Afternoon Fatigue Working From Home That Was Not a Sleep Problem: A CO2 Case Study | EezyAir
Case Study

The Sleepy Home Office

Increasing afternoon fatigue and brain fog that a remote worker blamed on poor sleep. The problem was the air in the room, not the hours in the bed.

Home
Converted spare bedroom (~100 sq ft), two occupants, door closed 8+ hours
Symptoms
Afternoon fatigue, difficulty concentrating, brain fog
Root Cause
CO2 exceeding 1,500 ppm in a closed room with no return air path
Cost to Fix
Under $30 (door undercut + HVAC fan setting)

What Was Happening?

A remote worker noticed increasing afternoon fatigue and difficulty concentrating that had not been an issue when they worked in a traditional office. The fatigue built through the day: mornings were productive, but by 2 PM focus deteriorated and by 4 PM they felt sluggish and foggy. They assumed the problem was sleep-related and tried adjusting their sleep schedule, cutting caffeine, and changing their morning routine. Nothing helped.

Their partner, who shared the home office, experienced the same pattern. Both people feeling the same symptoms in the same room at the same time of day pointed away from a personal health issue and toward the environment.

What Did the Assessment Find?

The assessment identified a ventilation problem that would not have been apparent without connecting the room's physical configuration to the symptom pattern.

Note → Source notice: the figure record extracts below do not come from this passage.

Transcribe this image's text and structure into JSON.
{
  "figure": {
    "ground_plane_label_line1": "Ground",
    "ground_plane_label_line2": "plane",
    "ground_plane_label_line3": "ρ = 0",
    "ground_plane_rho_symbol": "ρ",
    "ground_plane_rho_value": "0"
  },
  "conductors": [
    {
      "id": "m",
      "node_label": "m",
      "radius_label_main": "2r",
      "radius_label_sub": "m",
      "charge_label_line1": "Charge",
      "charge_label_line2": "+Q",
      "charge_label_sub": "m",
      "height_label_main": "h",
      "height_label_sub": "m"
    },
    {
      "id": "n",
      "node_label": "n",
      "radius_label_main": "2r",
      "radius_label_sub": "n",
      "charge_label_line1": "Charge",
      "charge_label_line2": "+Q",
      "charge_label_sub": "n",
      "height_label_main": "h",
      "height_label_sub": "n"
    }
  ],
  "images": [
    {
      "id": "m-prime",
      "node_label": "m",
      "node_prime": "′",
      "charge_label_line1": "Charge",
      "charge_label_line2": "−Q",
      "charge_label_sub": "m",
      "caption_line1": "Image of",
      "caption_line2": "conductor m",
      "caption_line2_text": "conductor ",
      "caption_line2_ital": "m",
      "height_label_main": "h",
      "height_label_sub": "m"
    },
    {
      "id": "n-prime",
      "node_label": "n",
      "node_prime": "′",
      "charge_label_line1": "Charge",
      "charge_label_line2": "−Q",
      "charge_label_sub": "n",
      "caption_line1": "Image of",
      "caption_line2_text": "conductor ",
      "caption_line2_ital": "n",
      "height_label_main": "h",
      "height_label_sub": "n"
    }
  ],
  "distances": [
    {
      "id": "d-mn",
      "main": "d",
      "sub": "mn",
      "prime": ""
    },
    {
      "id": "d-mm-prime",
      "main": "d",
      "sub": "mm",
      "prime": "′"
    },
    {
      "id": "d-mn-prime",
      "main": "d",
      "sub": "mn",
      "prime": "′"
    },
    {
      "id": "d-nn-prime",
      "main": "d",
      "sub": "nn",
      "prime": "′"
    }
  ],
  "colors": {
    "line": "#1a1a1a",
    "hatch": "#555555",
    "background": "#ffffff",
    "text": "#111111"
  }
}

A small room with two occupants and no air exchange
The home office was a converted spare bedroom, approximately 100 square feet. Two people worked in the room for 8+ hours per day with the door closed for focus. The room had one HVAC supply vent but no return air path. With the door closed, the only air exchange was whatever leaked under and around the door, which in a well-sealed home is minimal. Two people in a room this size generate enough CO2 through normal breathing to push concentrations above 1,500 ppm within a few hours.
CO2 levels associated with measurable cognitive decline
At 1,000 ppm, research has documented measurable decreases in strategic thinking and decision-making ability. At 1,500 ppm, the effects are more pronounced: information processing slows, complex tasks become harder, and fatigue increases. The pattern of productive mornings degrading into foggy afternoons is exactly what rising CO2 levels produce. The air starts the day close to ambient levels (around 420 ppm outdoors) and accumulates through the workday because the room has no mechanism to exchange stale air for fresh air.
The room was designed for sleeping, not for occupied daytime use
A spare bedroom is designed for one or two people sleeping 7 to 8 hours with the door typically ajar or open. The HVAC supply vent is sized for this use case. Converting the room to a home office changes the ventilation requirements: more occupants, more hours, door closed, active metabolic rate higher than sleeping metabolic rate. The room was technically adequate for its original purpose. It was not adequate for its current one.

What Changes Were Made?

Installed a door undercut: a 1-inch gap at the bottom of the office door to allow air to flow between the office and the hallway even with the door closed. This restored a return air path that the closed door had eliminated.
Changed the HVAC fan setting from "auto" to "on" during work hours. In auto mode, the fan only runs when heating or cooling is active. In "on" mode, the fan circulates air continuously through the ductwork, improving air exchange throughout the home including the office.
Took brief breaks outside the room every 90 minutes. Even a 5-minute break with the office door open allows CO2 to dissipate significantly before the next work session.
Later purchased a CO2 monitor ($80) to verify the improvements and track levels throughout the workday. The monitor confirmed that CO2 stayed below 1,000 ppm with the ventilation changes in place.

What Happened?

Afternoon fatigue improved within the first week. Both occupants noticed the difference. The CO2 monitor, purchased afterward, confirmed that levels now stayed below 1,000 ppm during the workday, compared to what was likely 1,500+ ppm before the changes.

The total cost of the fix was under $30 for the door undercut. The HVAC fan setting change was free. The CO2 monitor ($80) was an optional addition for ongoing verification. The homeowner had been considering a sleep study and a visit to their primary care doctor for the fatigue, both of which would have cost more and would not have identified the cause.

What Does This Case Illustrate?

This is the simplest case study in the set: a $30 fix for a problem that was affecting two people's cognitive performance every workday. But it is also one of the most commonly occurring. Millions of people converted spare bedrooms to home offices without considering that the ventilation designed for sleeping is not adequate for occupied daytime use.

The reason neither person connected the fatigue to the room is that CO2 is odorless, colorless, and builds gradually. There is no moment where you suddenly notice the air is bad. You just get progressively more tired and less sharp, and you attribute it to sleep, stress, or age. The assessment identified the room configuration (small, closed, two occupants, no return air) as a ventilation risk and connected it to the symptom pattern (afternoon fatigue, cognitive decline, improvement on weekends or out of the room). The door undercut restored the air exchange that the closed door had eliminated.

It also illustrates why the cheapest fix is sometimes the most impactful. No air purifier, no HVAC upgrade, no medication. A gap under a door and a thermostat setting.